What if your iPad grew a keyboard?

That is the pitch from iPad-case company Tactus who released Phorm, a morphing touch-screen iPad case for iPad Mini.

When you want keys, the case’s keys rise to your fingertips. When you want to swipe, they recede into the case. For anyone whose fingers have slipped to the wrong keys on a touch screen keypad one too many times, this provides a welcome innovation. But it has bigger implications for schools, where flat screens aren't as conducive to learning.

Here’s how it works. Once you put your iPad Mini into the Phorm, you’ll notice a sliding panel button on the back of the case. When you need to type something out, slide the button and 3-D nubs will rise from the surface of the iPad (well the iPad screen case that is). These act like little guiding buttons for fingers. Each nub is small, but easy enough to hit so that typing can be more direct and feel similar to an experience you would have on a physical keyboard.

Want to go back to touch screen only? Simply slide the button back and the keys will disappear. Though keep in mind this feature is only available when the device is in portrait mode.

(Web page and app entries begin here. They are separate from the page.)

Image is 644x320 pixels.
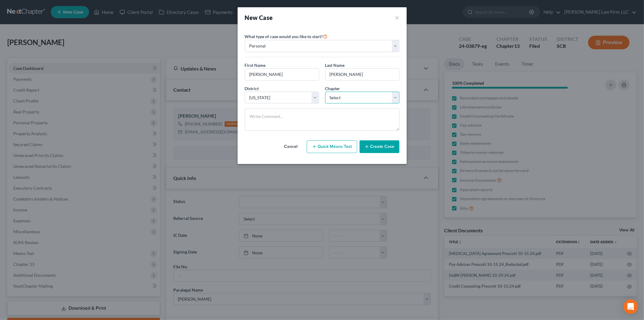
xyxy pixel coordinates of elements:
div: Open Intercom Messenger [624,299,638,314]
button: Cancel [278,140,305,152]
button: Create Case [360,140,399,153]
input: Enter Last Name [325,69,399,80]
span: First Name [245,63,266,68]
button: Quick Means Test [307,140,357,153]
span: Chapter [325,86,340,91]
label: What type of case would you like to start? [245,33,328,40]
span: Last Name [325,63,345,68]
button: × [395,13,399,22]
span: District [245,86,259,91]
input: Enter First Name [245,69,319,80]
strong: New Case [245,14,273,21]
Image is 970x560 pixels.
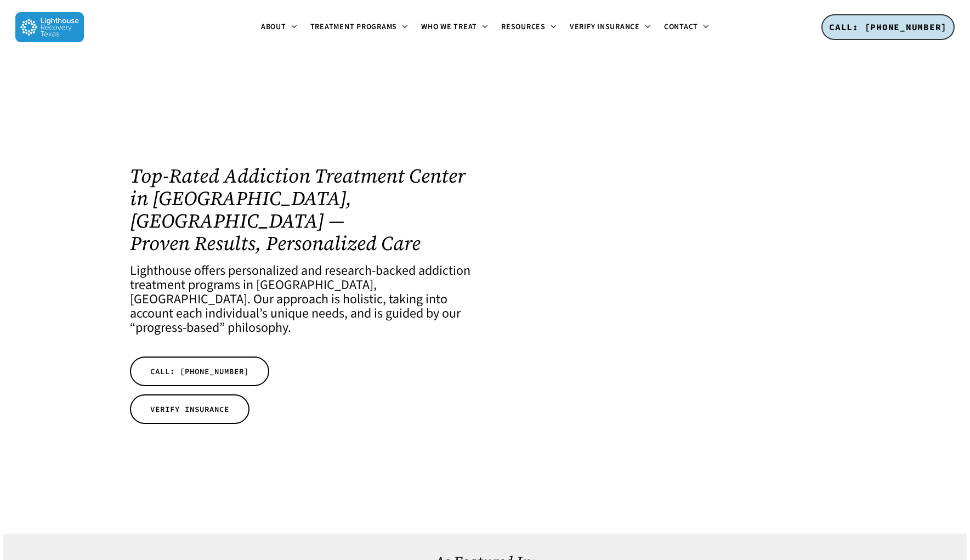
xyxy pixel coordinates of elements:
[261,21,286,32] span: About
[311,21,398,32] span: Treatment Programs
[570,21,640,32] span: Verify Insurance
[136,318,219,338] a: progress-based
[130,164,470,255] h1: Top-Rated Addiction Treatment Center in [GEOGRAPHIC_DATA], [GEOGRAPHIC_DATA] — Proven Results, Pe...
[563,23,658,31] a: Verify Insurance
[151,366,249,377] span: CALL: [PHONE_NUMBER]
[664,21,698,32] span: Contact
[415,23,495,31] a: Who We Treat
[658,23,716,31] a: Contact
[495,23,563,31] a: Resources
[130,394,250,424] a: VERIFY INSURANCE
[829,21,947,32] span: CALL: [PHONE_NUMBER]
[130,357,269,386] a: CALL: [PHONE_NUMBER]
[304,23,416,31] a: Treatment Programs
[130,264,470,335] h4: Lighthouse offers personalized and research-backed addiction treatment programs in [GEOGRAPHIC_DA...
[15,12,84,42] img: Lighthouse Recovery Texas
[501,21,546,32] span: Resources
[421,21,477,32] span: Who We Treat
[151,404,229,415] span: VERIFY INSURANCE
[821,14,955,40] a: CALL: [PHONE_NUMBER]
[255,23,304,31] a: About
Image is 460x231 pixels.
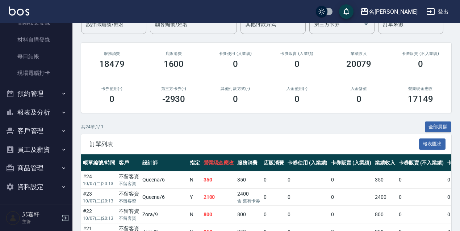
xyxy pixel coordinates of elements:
[119,173,139,181] div: 不留客資
[140,206,188,223] td: Zora /9
[119,208,139,215] div: 不留客資
[423,5,451,18] button: 登出
[286,189,329,206] td: 0
[188,172,202,189] td: N
[119,181,139,187] p: 不留客資
[336,87,380,91] h2: 入金儲值
[408,94,433,104] h3: 17149
[275,87,319,91] h2: 入金使用(-)
[22,219,59,225] p: 主管
[418,59,423,69] h3: 0
[22,211,59,219] h5: 邱嘉軒
[339,4,353,19] button: save
[117,155,141,172] th: 客戶
[151,51,195,56] h2: 店販消費
[419,140,446,147] a: 報表匯出
[81,172,117,189] td: #24
[81,206,117,223] td: #22
[83,198,115,205] p: 10/07 (二) 20:13
[346,59,371,69] h3: 20079
[119,215,139,222] p: 不留客資
[262,206,286,223] td: 0
[164,59,184,69] h3: 1600
[329,172,373,189] td: 0
[213,51,257,56] h2: 卡券使用 (入業績)
[188,189,202,206] td: Y
[262,172,286,189] td: 0
[109,94,114,104] h3: 0
[213,87,257,91] h2: 其他付款方式(-)
[3,140,70,159] button: 員工及薪資
[188,155,202,172] th: 指定
[3,122,70,140] button: 客戶管理
[162,94,185,104] h3: -2930
[81,124,104,130] p: 共 24 筆, 1 / 1
[419,139,446,150] button: 報表匯出
[235,206,262,223] td: 800
[397,189,445,206] td: 0
[373,206,397,223] td: 800
[356,94,361,104] h3: 0
[3,48,70,65] a: 每日結帳
[140,189,188,206] td: Queena /6
[6,211,20,226] img: Person
[397,206,445,223] td: 0
[368,7,417,16] div: 名[PERSON_NAME]
[3,159,70,178] button: 商品管理
[3,65,70,81] a: 現場電腦打卡
[286,155,329,172] th: 卡券使用 (入業績)
[3,14,70,31] a: 高階收支登錄
[202,206,236,223] td: 800
[398,87,442,91] h2: 營業現金應收
[398,51,442,56] h2: 卡券販賣 (不入業績)
[329,189,373,206] td: 0
[83,215,115,222] p: 10/07 (二) 20:13
[90,87,134,91] h2: 卡券使用(-)
[262,155,286,172] th: 店販消費
[329,155,373,172] th: 卡券販賣 (入業績)
[140,172,188,189] td: Queena /6
[357,4,420,19] button: 名[PERSON_NAME]
[235,172,262,189] td: 350
[188,206,202,223] td: N
[425,122,451,133] button: 全部展開
[81,189,117,206] td: #23
[294,94,299,104] h3: 0
[373,155,397,172] th: 業績收入
[397,155,445,172] th: 卡券販賣 (不入業績)
[9,7,29,16] img: Logo
[286,172,329,189] td: 0
[329,206,373,223] td: 0
[3,31,70,48] a: 材料自購登錄
[140,155,188,172] th: 設計師
[286,206,329,223] td: 0
[90,141,419,148] span: 訂單列表
[151,87,195,91] h2: 第三方卡券(-)
[99,59,125,69] h3: 18479
[3,84,70,103] button: 預約管理
[3,178,70,197] button: 資料設定
[202,155,236,172] th: 營業現金應收
[233,59,238,69] h3: 0
[397,172,445,189] td: 0
[373,172,397,189] td: 350
[3,103,70,122] button: 報表及分析
[202,172,236,189] td: 350
[373,189,397,206] td: 2400
[275,51,319,56] h2: 卡券販賣 (入業績)
[202,189,236,206] td: 2100
[119,198,139,205] p: 不留客資
[294,59,299,69] h3: 0
[262,189,286,206] td: 0
[235,155,262,172] th: 服務消費
[233,94,238,104] h3: 0
[235,189,262,206] td: 2400
[119,190,139,198] div: 不留客資
[81,155,117,172] th: 帳單編號/時間
[90,51,134,56] h3: 服務消費
[360,18,372,30] button: Open
[83,181,115,187] p: 10/07 (二) 20:13
[336,51,380,56] h2: 業績收入
[237,198,260,205] p: 含 舊有卡券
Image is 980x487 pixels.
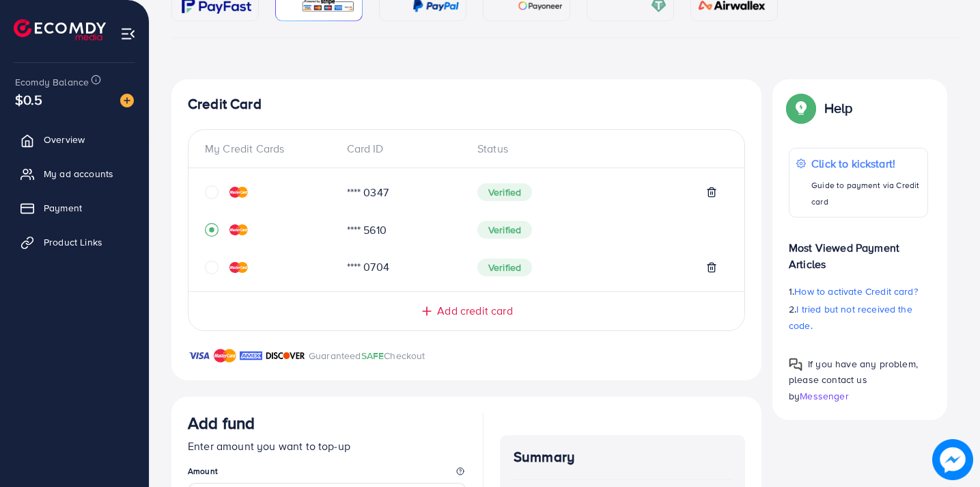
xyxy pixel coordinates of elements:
span: How to activate Credit card? [795,285,917,298]
span: Messenger [800,389,849,403]
img: credit [230,224,248,235]
span: Payment [44,201,82,215]
p: Click to kickstart! [811,155,921,171]
p: Guide to payment via Credit card [811,177,921,210]
span: Verified [478,221,532,238]
img: brand [266,348,306,364]
p: Help [824,100,854,116]
div: Status [466,141,728,157]
img: image [120,94,134,108]
svg: record circle [205,223,219,237]
img: Popup guide [789,95,814,120]
a: Product Links [11,228,139,255]
span: My ad accounts [44,166,113,180]
h4: Credit Card [188,95,745,113]
legend: Amount [188,465,466,482]
svg: circle [205,185,219,199]
span: Verified [478,184,532,201]
h4: Summary [514,449,731,466]
p: Most Viewed Payment Articles [789,228,929,272]
span: Product Links [44,235,103,249]
div: Card ID [336,141,467,157]
span: Ecomdy Balance [15,75,89,89]
p: 2. [789,301,929,334]
img: brand [188,348,210,364]
span: I tried but not received the code. [789,302,912,332]
span: Add credit card [437,303,512,318]
div: My Credit Cards [205,141,336,157]
a: Overview [11,126,139,153]
span: $0.5 [15,90,43,109]
img: logo [14,19,106,40]
p: Guaranteed Checkout [309,348,426,364]
img: image [933,439,973,480]
img: brand [240,348,263,364]
img: menu [120,26,136,42]
img: credit [230,187,248,197]
span: SAFE [361,348,385,362]
svg: circle [205,260,219,274]
p: 1. [789,283,929,299]
a: My ad accounts [11,160,139,188]
span: Verified [478,259,532,277]
img: brand [214,348,236,364]
span: If you have any problem, please contact us by [789,356,918,402]
h3: Add fund [188,413,255,432]
span: Overview [44,133,85,146]
img: Popup guide [789,357,803,371]
img: credit [230,262,248,272]
p: Enter amount you want to top-up [188,437,466,454]
a: Payment [11,194,139,221]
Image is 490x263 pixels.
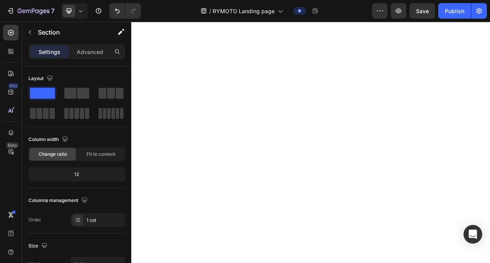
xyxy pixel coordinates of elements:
span: Change ratio [39,151,67,158]
span: / [209,7,211,15]
div: Beta [6,142,19,149]
span: RYMOTO Landing page [213,7,274,15]
span: Save [416,8,429,14]
p: 7 [51,6,54,16]
div: 12 [30,169,123,180]
p: Settings [39,48,60,56]
div: Open Intercom Messenger [463,225,482,244]
button: Publish [438,3,471,19]
iframe: Design area [131,22,490,263]
div: Column width [28,135,70,145]
button: 7 [3,3,58,19]
div: Layout [28,74,54,84]
span: Fit to content [86,151,115,158]
div: Size [28,241,49,252]
p: Section [38,28,102,37]
div: Undo/Redo [109,3,141,19]
div: 1 col [86,217,123,224]
div: 450 [7,83,19,89]
div: Order [28,217,41,224]
div: Publish [444,7,464,15]
div: Columns management [28,196,89,206]
button: Save [409,3,435,19]
p: Advanced [77,48,103,56]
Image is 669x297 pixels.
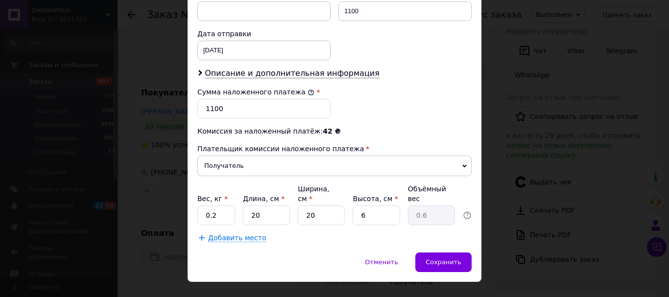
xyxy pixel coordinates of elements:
[243,195,285,203] label: Длина, см
[197,88,314,96] label: Сумма наложенного платежа
[197,195,228,203] label: Вес, кг
[197,126,472,136] div: Комиссия за наложенный платёж:
[298,185,329,203] label: Ширина, см
[197,145,364,153] span: Плательщик комиссии наложенного платежа
[208,234,266,242] span: Добавить место
[353,195,398,203] label: Высота, см
[426,259,461,266] span: Сохранить
[197,156,472,176] span: Получатель
[197,29,331,39] div: Дата отправки
[205,69,380,78] span: Описание и дополнительная информация
[323,127,340,135] span: 42 ₴
[365,259,398,266] span: Отменить
[408,184,455,204] div: Объёмный вес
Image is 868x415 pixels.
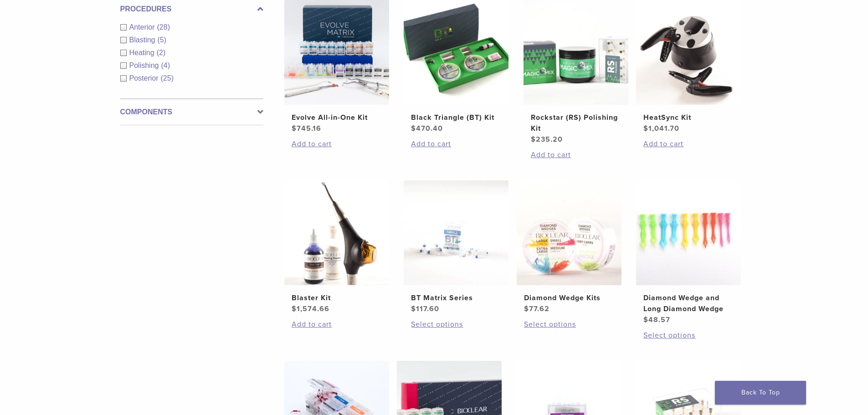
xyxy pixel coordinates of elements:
[411,124,416,133] span: $
[643,315,648,324] span: $
[129,49,157,56] span: Heating
[643,330,733,341] a: Select options for “Diamond Wedge and Long Diamond Wedge”
[291,124,321,133] bdi: 745.16
[531,135,563,144] bdi: 235.20
[291,112,382,123] h2: Evolve All-in-One Kit
[517,181,621,285] img: Diamond Wedge Kits
[291,138,382,149] a: Add to cart: “Evolve All-in-One Kit”
[403,181,509,285] img: BT Matrix Series
[516,181,623,314] a: Diamond Wedge KitsDiamond Wedge Kits $77.62
[636,181,741,285] img: Diamond Wedge and Long Diamond Wedge
[161,61,170,69] span: (4)
[129,61,161,69] span: Polishing
[643,112,733,123] h2: HeatSync Kit
[291,124,296,133] span: $
[291,293,382,304] h2: Blaster Kit
[643,124,648,133] span: $
[120,107,263,118] label: Components
[129,36,157,43] span: Blasting
[643,124,679,133] bdi: 1,041.70
[643,315,670,324] bdi: 48.57
[403,181,509,314] a: BT Matrix SeriesBT Matrix Series $117.60
[411,124,443,133] bdi: 470.40
[411,112,501,123] h2: Black Triangle (BT) Kit
[524,293,614,304] h2: Diamond Wedge Kits
[291,304,329,313] bdi: 1,574.66
[291,319,382,330] a: Add to cart: “Blaster Kit”
[120,4,263,15] label: Procedures
[524,319,614,330] a: Select options for “Diamond Wedge Kits”
[643,138,733,149] a: Add to cart: “HeatSync Kit”
[524,304,529,313] span: $
[161,74,174,82] span: (25)
[284,181,389,285] img: Blaster Kit
[531,135,536,144] span: $
[411,293,501,304] h2: BT Matrix Series
[411,304,416,313] span: $
[291,304,296,313] span: $
[643,293,733,314] h2: Diamond Wedge and Long Diamond Wedge
[157,36,166,43] span: (5)
[531,149,621,160] a: Add to cart: “Rockstar (RS) Polishing Kit”
[129,23,157,31] span: Anterior
[531,112,621,134] h2: Rockstar (RS) Polishing Kit
[524,304,550,313] bdi: 77.62
[157,23,170,31] span: (28)
[411,138,501,149] a: Add to cart: “Black Triangle (BT) Kit”
[715,381,806,405] a: Back To Top
[411,304,439,313] bdi: 117.60
[284,181,390,314] a: Blaster KitBlaster Kit $1,574.66
[411,319,501,330] a: Select options for “BT Matrix Series”
[635,181,742,325] a: Diamond Wedge and Long Diamond WedgeDiamond Wedge and Long Diamond Wedge $48.57
[129,74,161,82] span: Posterior
[157,49,166,56] span: (2)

The device can solve the annoyance of slipping fingers and difficult-to-pinpoint keys, but researchers have also pointed out it could offer a solution to e-learning. When you work on a touch screen you are forced to remember the location of something only by sight — when you see where the “a” key is, you have to sync up your fingers to remember where that key is on a flat, unmappable surface. Adding a physical dimension makes mapping those keys easier, allowing someone to spend less mental energy thinking about where a key is and more time thinking about what they are actually typing. If tablets grow as an ed-tech tool (school districts as large as Los Angeles Public Schools have tested the device in classrooms), adding a morphing keypad could prove crucial to better learning through tech.

A likely deterrent to the popularity of this device, however, will probably be price. The Phorm will cost $149, far above the average tablet case, though there will be a special introductory offer at $99 when it is first released. The case is also only available for the iPad Mini currently, though the founders mentioned to several media outlets they hope to expand to more devices in the future.

For now, if you have an iPad Mini and you just can’t seem to get the hang of typing on flat keys — your solution has arrived.